The Policy Committee for our Metropolitan Planning Commission meets on Tuesday the 24th to adopt the new Metropolitan Transportation Safety Action Plan.
Ticketable: On Commercial between Hoyt and Rural |
The MPO did not in the end incorporate more of an emphasis on system speed and legal, lawful posted speed, which are often too high and too lethal for an urban area. They focused more on speeding above the posted speed.
Previously:
- "Salem-Keizer Transportation Safety Plan needs more on Speed, not just Speeding"
- "Public Comment Calls for more Attention to Speed and Speeding in draft Safety Plan"
The edits from the August draft to the September final version are mostly small.
Perhaps the most consequential set of edits undercuts the document as any kind of "action plan."
Merely a "guiding framework" |
The plan doesn't actually commit the MPO or its members to doing anything. It is mainly aspirational, merely a "guiding framework" and list of "recommended strategies." It's more hope than plan.

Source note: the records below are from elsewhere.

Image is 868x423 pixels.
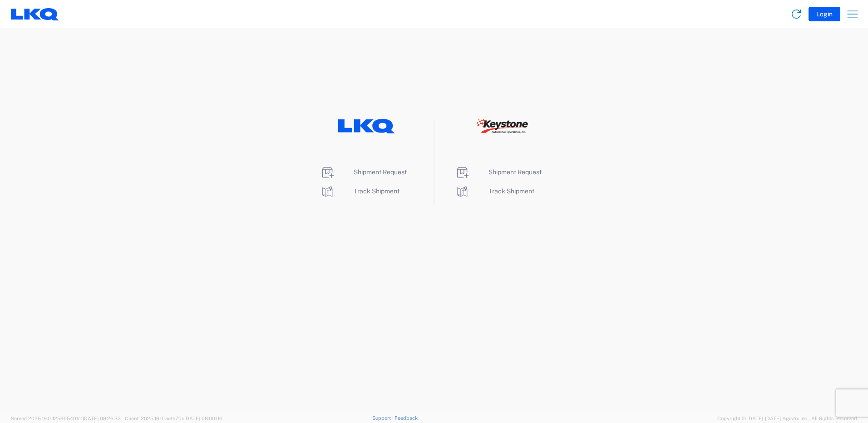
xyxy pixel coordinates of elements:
a: Track Shipment [320,187,399,194]
span: Shipment Request [489,169,542,176]
a: Shipment Request [455,169,542,176]
span: Track Shipment [489,187,534,194]
button: Login [809,7,840,21]
a: Support [372,415,395,421]
span: Shipment Request [354,169,407,176]
span: Client: 2025.19.0-aefe70c [125,416,222,421]
span: [DATE] 08:00:06 [184,416,222,421]
span: Copyright © [DATE]-[DATE] Agistix Inc., All Rights Reserved [717,415,857,422]
span: Track Shipment [354,187,399,194]
a: Feedback [395,415,418,421]
a: Shipment Request [320,169,407,176]
span: Server: 2025.19.0-1259b540fc1 [11,416,121,421]
span: [DATE] 08:26:33 [82,416,121,421]
a: Track Shipment [455,187,534,194]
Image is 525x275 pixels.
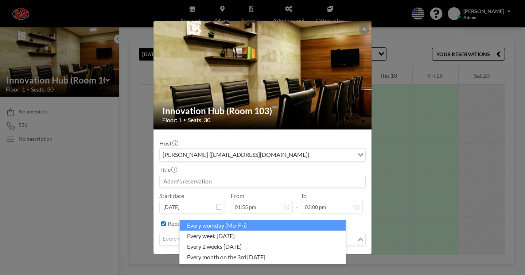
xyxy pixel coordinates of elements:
[231,192,244,200] label: From
[159,192,184,200] label: Start date
[160,233,366,245] div: Search for option
[183,117,186,123] span: •
[160,175,366,187] input: Adam's reservation
[162,105,364,116] h2: Innovation Hub (Room 103)
[160,235,356,244] input: Search for option
[154,2,372,148] img: 537.jpg
[188,116,210,124] span: Seats: 30
[159,166,177,173] label: Title
[301,192,307,200] label: To
[312,150,353,160] input: Search for option
[160,149,366,161] div: Search for option
[162,116,182,124] span: Floor: 1
[296,195,298,211] span: -
[159,140,178,147] label: Host
[168,220,221,227] label: Repeat (until [DATE])
[161,150,311,160] span: [PERSON_NAME] ([EMAIL_ADDRESS][DOMAIN_NAME])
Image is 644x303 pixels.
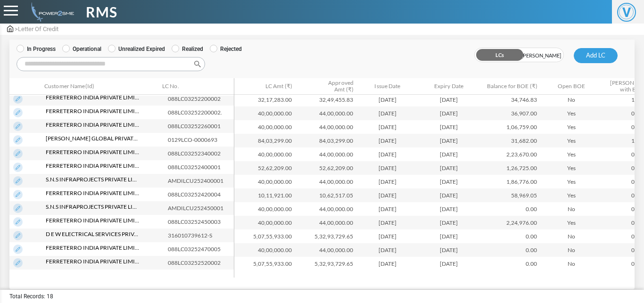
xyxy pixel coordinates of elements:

"It will take many years" |
"Actionable plan" or just "recommended strategies"? |
An actionable plan would be something more like, "we won't fund projects unless they employ these best practices and countermeasures for safety." And "we are going to do these specific things in this specific time frame." As it currently is, the MPO weighs "safety" in scoring project applications, but this notion of safety is non-specific and "safety" has sometimes meant speeding up traffic in decongestion measures. But safety for whom? Speed kills.
So the document as a whole is much less substantial than it might have been.
Safety plans also have to toggle and balance between the specific and general and between single instance and pattern.
Name the dead! "bicycle-involved" is too abstract and sanitized |
Still, the plan would be improved by more specific reference to those killed. A footnote on a discussion of High Street mentions as outside the 2017-2021 data "a more recent bicycle-involved fatal crash." That is wholly inadequate to the particulars of the crash and its people. Excessive abstraction is not helpful here.
Portland traffic deaths named (2018 report) |
For example, a Portland report form 2018 locates crash victims and gives them a name. They are not merely numbers and statistics.
The rhetoric of "kinetic energy" remains odd.
"dangerous kinetic energy transfer" is a ridiculous description of a crash |
And interestingly they edited out "safer land use" from the "safe systems approach." This might have been a chance to coordinate and integrate transportation better with our housing and climate crises.
Edited out "land use" |
There's lots of words in the MTSAP, with a large proportion on process and other exposition, but it remains to be seen how actually effective it is. From here it looks like more words than deeds, an instance of PR more than course-correction on policy, funding, and construction.
Also on the agenda is adoption of a TIP amendment for the RAISE grant for Front Street.
$2.7 million for "analysis and preliminary engineering" |
The Cannery project is at the Hearings Officer later this week, and in that Staff Report are drawings for Front Street. Here are three clips. (In another post there may be more to say!)
No walking and biking east side of Mill Creek bridge |
Big involuntary dismount threat from rail grooves! |
No bike lane on west side between Market and Gaines |
First off, what's the $2.7 million for if there's already this level of preliminary design? Aren't we putting the cart before the horse?
Secondly, for all the talk of improving conditions for walking and biking, these drawings are not friendly for walking and biking. There are the east-west crosswalks with beacons, but the north-south movement remains problematic. In fact, biking may be more difficult if these drawings were followed in construction. At least now the unimproved road section with few instances of striping offers flexibility for people in cars, on bike, and on foot. The proposal in the drawings is much more rigid and creates new discontinuities and hazard. For example, the northbound bike lane in the middle clip is too close to parallel with the gentle turn of the rails; any bike lane alignment should be more perpendicular to the tracks. In the bottom clip there is an eastside, northbound bike lane, but no westside, southbound bike lane. It looks like a mess!
Until there is a continuous path along the river, Front Street is a useful connection, and that looks to be compromised.
Sure, the railroads and our 19th century legal framework for them is an enormous difficulty. But if we want to improve Front Street for non-auto travel, and if we want the new developments not to be car-dependent, it's very hard to see how it all fits together. The way the Cannery drawings fit with the RAISE grant deserves more discussion.
SKATS PC meets on Tuesday the 24th at noon. The agenda and packet, including the revised MTSAP, is in the calendar item.